Juan C Sáez Editor

Donglin Bai received his Ph.D. from University of Cambridge, U.K. (1994). He then moved to Canada and worked on neurotransmitter receptors (GABA, NMDA, AMPA, noradrenaline, angiotensin) in Loeb Research Institute (Ottawa), Department of Physiology (Toronto) and Samuel Lunenfeld Research Institute (Toronto) as a postdoctoral fellow. In 2002 he was recruited as an Assistant Professor at Department of Physiology and Pharmacology, the University of Western Ontario. He is currently a tenured Associate Professor in the same university. His current research interests are on the physiology of gap junction channels, including gap junction channel docking, single channel conductance and gating properties. He is also interested in revealing how gap junction gene mutants linking to human diseases (cardiac arrhythmias, hypomyelination, cataracts, deafness and skin diseases) and developing strategies of rescuing the mutants. He received grants support from the following Canadian funding agencies: CIHR, CRC, NSERC, HSFC and ERA.

Dr. Juan C. Sáez received his PhD in neuroscience from Albert Einstein College of Medicine (AECOM), New York, New York, in 1986. He stayed for one year as an instructor in the Department of Neuroscience of AECOM, and then, he became an assistant professor in the same department. In 1993, he joined the Physiology Department of the Pontificia Universidad Católica de Chile, Santiago, Chile, where he has been a professor since 2003. His current research interest is understanding the regulation and the function of connexin- and pannexin-based channels in different cell types, including the cells of the nervous system, the immune system, and the gastrointestinal system and, more recently, on skeletal muscles. He has also characterized biophysical features of the mentioned channels. Recently, he has also used protocols for identifying highly selective inhibitors of connexin hemichannels without an effect on gap junction channels and with potent anti-inflammatory activity to treat chronic diseases. He has been continuously funded through the National Institutes of Health and different foundations of the Chilean government.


▸ **Task instructions**:
Below are the records; copy out every line that holds the word "pixels".

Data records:
◆ ◆ ◆ ◆
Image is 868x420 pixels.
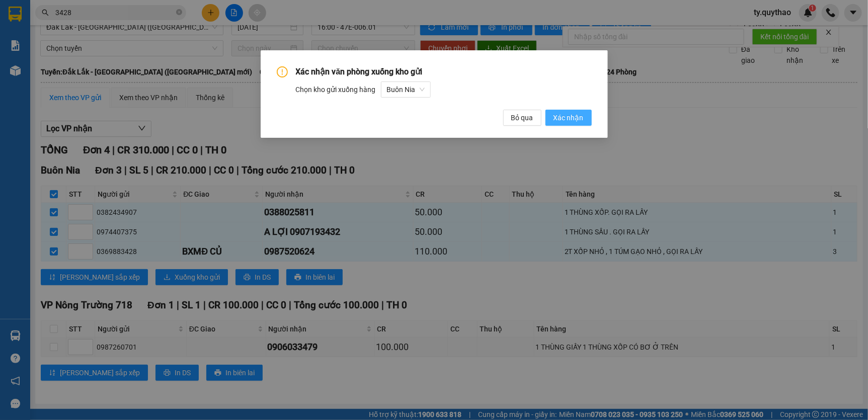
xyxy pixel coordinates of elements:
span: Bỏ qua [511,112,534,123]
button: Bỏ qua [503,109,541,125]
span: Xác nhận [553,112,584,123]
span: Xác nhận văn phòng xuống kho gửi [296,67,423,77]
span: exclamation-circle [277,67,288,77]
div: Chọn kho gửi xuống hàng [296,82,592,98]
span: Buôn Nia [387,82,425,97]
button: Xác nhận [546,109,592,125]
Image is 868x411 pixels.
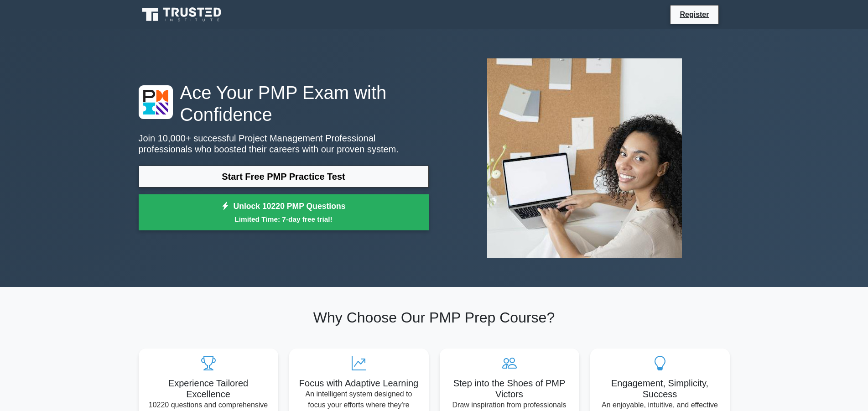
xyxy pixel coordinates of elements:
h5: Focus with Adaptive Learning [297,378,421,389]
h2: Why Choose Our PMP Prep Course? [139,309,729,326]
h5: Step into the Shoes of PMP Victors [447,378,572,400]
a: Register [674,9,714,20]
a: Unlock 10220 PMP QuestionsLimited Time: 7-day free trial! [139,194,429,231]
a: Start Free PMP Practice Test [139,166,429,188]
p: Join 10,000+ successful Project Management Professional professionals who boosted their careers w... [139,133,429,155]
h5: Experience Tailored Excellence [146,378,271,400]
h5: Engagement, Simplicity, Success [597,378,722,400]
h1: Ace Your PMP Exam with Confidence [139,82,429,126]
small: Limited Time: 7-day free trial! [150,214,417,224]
◆ ◆ ◆ ◆
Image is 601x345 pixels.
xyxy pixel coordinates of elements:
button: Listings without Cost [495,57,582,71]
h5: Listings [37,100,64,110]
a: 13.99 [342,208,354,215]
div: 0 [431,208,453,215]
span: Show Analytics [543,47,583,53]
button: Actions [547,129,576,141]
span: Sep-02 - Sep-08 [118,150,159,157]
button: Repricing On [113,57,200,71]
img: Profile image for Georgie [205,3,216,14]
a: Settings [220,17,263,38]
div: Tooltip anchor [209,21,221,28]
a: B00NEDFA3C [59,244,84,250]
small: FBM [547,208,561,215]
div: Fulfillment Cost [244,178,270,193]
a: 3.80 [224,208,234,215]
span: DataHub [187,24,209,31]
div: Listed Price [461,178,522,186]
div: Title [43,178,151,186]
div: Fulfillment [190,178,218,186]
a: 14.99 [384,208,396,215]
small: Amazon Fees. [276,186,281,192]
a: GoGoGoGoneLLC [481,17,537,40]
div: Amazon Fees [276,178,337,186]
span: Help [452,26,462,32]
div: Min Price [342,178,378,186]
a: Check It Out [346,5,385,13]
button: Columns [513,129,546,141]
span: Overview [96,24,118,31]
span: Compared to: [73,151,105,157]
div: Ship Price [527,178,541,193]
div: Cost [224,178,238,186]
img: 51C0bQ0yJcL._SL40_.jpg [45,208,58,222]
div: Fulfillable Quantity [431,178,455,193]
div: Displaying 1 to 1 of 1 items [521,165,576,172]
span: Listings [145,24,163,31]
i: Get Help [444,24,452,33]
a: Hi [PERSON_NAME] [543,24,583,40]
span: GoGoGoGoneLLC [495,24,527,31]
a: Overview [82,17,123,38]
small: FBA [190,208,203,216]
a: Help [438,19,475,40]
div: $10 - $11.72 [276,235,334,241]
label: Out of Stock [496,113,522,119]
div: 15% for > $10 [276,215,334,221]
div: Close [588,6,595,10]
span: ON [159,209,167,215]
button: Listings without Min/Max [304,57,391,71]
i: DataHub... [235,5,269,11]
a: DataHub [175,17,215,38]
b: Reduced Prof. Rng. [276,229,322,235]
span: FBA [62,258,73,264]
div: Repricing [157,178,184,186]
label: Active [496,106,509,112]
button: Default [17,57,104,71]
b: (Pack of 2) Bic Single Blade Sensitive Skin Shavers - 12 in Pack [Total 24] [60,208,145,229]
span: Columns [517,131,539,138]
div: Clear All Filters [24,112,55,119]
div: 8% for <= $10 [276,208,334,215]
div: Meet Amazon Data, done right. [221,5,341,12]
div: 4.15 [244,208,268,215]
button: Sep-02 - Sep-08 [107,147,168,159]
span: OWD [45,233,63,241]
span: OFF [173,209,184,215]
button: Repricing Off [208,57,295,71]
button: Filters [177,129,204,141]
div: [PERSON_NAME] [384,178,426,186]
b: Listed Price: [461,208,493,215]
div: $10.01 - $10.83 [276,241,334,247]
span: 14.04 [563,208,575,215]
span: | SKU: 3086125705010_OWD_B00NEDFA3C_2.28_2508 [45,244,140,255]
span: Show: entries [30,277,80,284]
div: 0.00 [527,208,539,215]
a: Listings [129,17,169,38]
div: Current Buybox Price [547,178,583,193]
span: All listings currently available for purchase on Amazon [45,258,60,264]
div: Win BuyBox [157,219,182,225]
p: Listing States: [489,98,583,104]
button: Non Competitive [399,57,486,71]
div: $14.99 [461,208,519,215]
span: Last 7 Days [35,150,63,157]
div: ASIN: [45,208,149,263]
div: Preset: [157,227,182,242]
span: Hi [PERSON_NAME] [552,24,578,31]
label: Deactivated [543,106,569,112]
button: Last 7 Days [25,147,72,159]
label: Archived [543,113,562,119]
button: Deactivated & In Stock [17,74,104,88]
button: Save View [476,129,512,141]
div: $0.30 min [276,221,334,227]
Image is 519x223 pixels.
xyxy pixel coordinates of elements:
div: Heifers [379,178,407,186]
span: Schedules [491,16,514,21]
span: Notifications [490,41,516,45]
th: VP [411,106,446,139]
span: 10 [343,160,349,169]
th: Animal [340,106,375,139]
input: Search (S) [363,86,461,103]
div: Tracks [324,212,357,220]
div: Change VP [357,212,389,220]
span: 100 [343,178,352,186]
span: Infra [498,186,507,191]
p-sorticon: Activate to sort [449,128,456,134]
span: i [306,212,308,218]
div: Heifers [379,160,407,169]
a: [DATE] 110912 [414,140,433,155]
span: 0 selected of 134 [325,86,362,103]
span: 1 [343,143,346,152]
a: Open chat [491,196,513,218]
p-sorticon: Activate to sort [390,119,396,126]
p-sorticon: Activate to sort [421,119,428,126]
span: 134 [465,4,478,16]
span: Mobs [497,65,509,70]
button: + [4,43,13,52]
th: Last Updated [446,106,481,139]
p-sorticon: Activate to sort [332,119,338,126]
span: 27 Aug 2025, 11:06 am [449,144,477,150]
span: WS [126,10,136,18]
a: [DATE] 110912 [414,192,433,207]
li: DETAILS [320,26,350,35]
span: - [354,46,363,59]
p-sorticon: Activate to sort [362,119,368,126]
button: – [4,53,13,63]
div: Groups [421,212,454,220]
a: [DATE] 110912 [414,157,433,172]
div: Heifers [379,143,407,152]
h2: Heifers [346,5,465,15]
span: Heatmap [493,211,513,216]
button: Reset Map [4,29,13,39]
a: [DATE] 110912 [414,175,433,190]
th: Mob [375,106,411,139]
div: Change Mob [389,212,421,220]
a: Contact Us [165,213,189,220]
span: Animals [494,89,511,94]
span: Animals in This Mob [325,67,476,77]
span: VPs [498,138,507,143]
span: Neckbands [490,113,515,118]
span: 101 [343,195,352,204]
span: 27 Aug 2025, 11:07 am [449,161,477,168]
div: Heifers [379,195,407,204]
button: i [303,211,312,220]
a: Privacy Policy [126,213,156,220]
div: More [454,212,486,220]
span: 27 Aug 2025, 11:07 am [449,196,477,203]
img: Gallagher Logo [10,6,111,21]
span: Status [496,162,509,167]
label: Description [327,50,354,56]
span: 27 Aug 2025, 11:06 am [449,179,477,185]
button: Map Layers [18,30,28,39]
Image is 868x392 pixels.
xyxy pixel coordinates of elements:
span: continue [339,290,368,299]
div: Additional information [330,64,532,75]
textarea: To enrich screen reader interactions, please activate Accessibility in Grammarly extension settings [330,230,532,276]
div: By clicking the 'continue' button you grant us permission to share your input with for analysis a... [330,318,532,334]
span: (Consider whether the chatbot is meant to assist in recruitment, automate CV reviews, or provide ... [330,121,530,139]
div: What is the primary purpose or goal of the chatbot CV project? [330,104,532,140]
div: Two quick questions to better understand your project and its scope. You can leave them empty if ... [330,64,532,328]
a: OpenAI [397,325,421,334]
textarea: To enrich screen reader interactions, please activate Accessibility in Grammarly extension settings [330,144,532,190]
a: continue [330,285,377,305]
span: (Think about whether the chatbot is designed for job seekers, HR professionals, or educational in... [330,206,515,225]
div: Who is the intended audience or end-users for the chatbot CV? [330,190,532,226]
◆ ◆ ◆ ◆
▸ **Result for this task**:
Image is 868x420 pixels.
Image is 868x411 pixels.
Image is 601x345 pixels.
Image is 519x223 pixels.
Image is 868x392 pixels.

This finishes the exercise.